Kenna waved her hand, as though to signal that was for another conversation and continued. “We are wielders of the four elements and keepers of the seasons. For example, Malcolm is Earth and Spring, I am Summer and Fire, and Morgana is Autumn and Water. You may note the absence of Air and Winter, and that is because the Goddess decided that four elemental Druids on the earth at once would be too much power for us mortals to wield, even though we’re wielding them on her behalf.”

“You said the Wyrd sisters were de Morays,” he prompted with a growing sense of dread.

She nodded, as though pleased he understood which direction she lead him. “The most terrifying, powerful, and inevitable prediction is the Doomsday Prophecy, itself.” She laid her hand on a page, reading a passage from a long paragraph scrawled in tiny symbols, her husky voice layered with the veracity of divination.

“Verily, when four elements are born to one house and are behind one gate, the seven seals will break. The first, Conquest, on his white horse with a crown. The second, War, on his red horse with his sword. Pestilence is third, on his black horse with his scales of balance. And finally, Death on his pale horse and he shall bring with him the might of the Underworld.” She paused, taking in a shuddering breath and rubbing her arms. When the four Druids wield together from the Grimoire, they will hear thunder, the heavens will weep, the earth will tremble, the air will burn, and the rest of the seals will be broken, one by one.”

Niall’s own hairs lifted with trepidation. “Don’t stop there.” He chuckled, if only to let the air out of his burning lungs. “It was just getting good.”

“The fifth seal has to do with raising an army of the dead,” she continued. “An army of the slain innocent, the burned witches, and the wrongly executed to reap their vengeance upon the world. The sixth is elemental devastation as wrought by the four horsemen.

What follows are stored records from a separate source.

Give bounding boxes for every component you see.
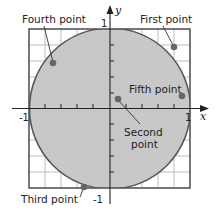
second-point-label-line1: Second	[124, 126, 163, 138]
first-point-marker	[171, 44, 178, 51]
x-axis-label: x	[200, 110, 207, 123]
first-point-label: First point	[140, 13, 192, 25]
fifth-point-label: Fifth point	[129, 83, 182, 95]
y-tick-min: -1	[93, 194, 103, 205]
third-point-label: Third point	[20, 193, 78, 205]
y-axis-label: y	[114, 4, 122, 17]
second-point-label-line2: point	[131, 138, 158, 150]
unit-circle-diagram: x y -1 1 1 -1 Fourth point First point F…	[0, 0, 216, 216]
x-tick-max: 1	[185, 112, 191, 123]
x-tick-min: -1	[19, 112, 29, 123]
y-axis-arrow-icon	[107, 5, 114, 14]
second-point-marker	[115, 96, 122, 103]
third-point-marker	[81, 184, 88, 191]
fourth-point-marker	[50, 60, 57, 67]
y-tick-max: 1	[101, 18, 107, 29]
fourth-point-label: Fourth point	[22, 13, 86, 25]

You know, civil unrest, earthquakes, plague, war, dark suns, the moon dripping with blood— that whole bit. And then…” She looked up, her eyes swimming with moisture that comes from the shiver of truth.

“And then?” Niall asked breathlessly.

“The reckoning .”

The ominous word speared his blood with ice.

“What reckoning?”

She shook her head. “It does not say, but I imagine with all that precedes it, it cannot be pleasant.” Her eyes found his and they shared a desperate look. “Like I said before, the Wyrd sisters are of the de Moray line. They’re of our house, so to speak. And with them is the witch Badb, and her element is Air and her season winter. You see, they’ve been after the Grimoire for two hundred years. It is their plan to set the apocalypse into motion, and now that there is an Earth Druid, Malcolm, that makes us four.

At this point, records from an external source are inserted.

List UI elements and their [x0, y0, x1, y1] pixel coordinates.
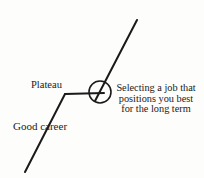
annotation-line-3: for the long term — [113, 104, 199, 115]
annotation-line-1: Selecting a job that — [113, 83, 199, 94]
career-diagram: Plateau Good career Selecting a job that… — [0, 0, 204, 178]
good-career-label: Good career — [13, 121, 67, 133]
good-career-rising-line — [25, 94, 65, 172]
annotation-text: Selecting a job that positions you best … — [113, 83, 199, 115]
plateau-label: Plateau — [31, 79, 62, 90]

“When we realized King Duncan was dead and Morgana captured, Malcolm sent me away on his fastest horse. We knew the Wyrd sisters were after him and the book, and that we weren’t powerful enough to fight them just yet. If they caught both Malcolm and the Grimoire in one place, all would be lost. So we decided I was to hide with the book somewhere the Wyrd sisters would never look, and as long as I didn’t use fire magick, they couldn’t find me.” Her eyes became sad, tortured, and a desperate pain lodged in Niall’s chest. “I’d heard that Macbeth had given Malcolm to the Wyrd sisters in exchange for the throne. I think they did terrible things to him. He didn’t look the same…”

“And so when you used fire to save a bunch of thankless nuns from my Berserker…” Niall trailed off as a lead weight settled in his belly, realizing the true cost of his actions. He’d unwittingly set in motion the end of the world.

Well… Fuck .

His people had been raiders for generations. They celebrated the strong and preyed upon the weak. It was the way of nature. The way of the world. The strong survived, thrived, deserved to be here. The weak were culled and pillaged, preyed upon. But as he looked at his stalwart little mate, he realized that power came in many forms, and that he had a lot to think about.

The first consideration being that Kenna de Moray was his mate. More to the point, he was hers.

And if he had to stop the fucking Apocalypse to get her to accept him, then so be it.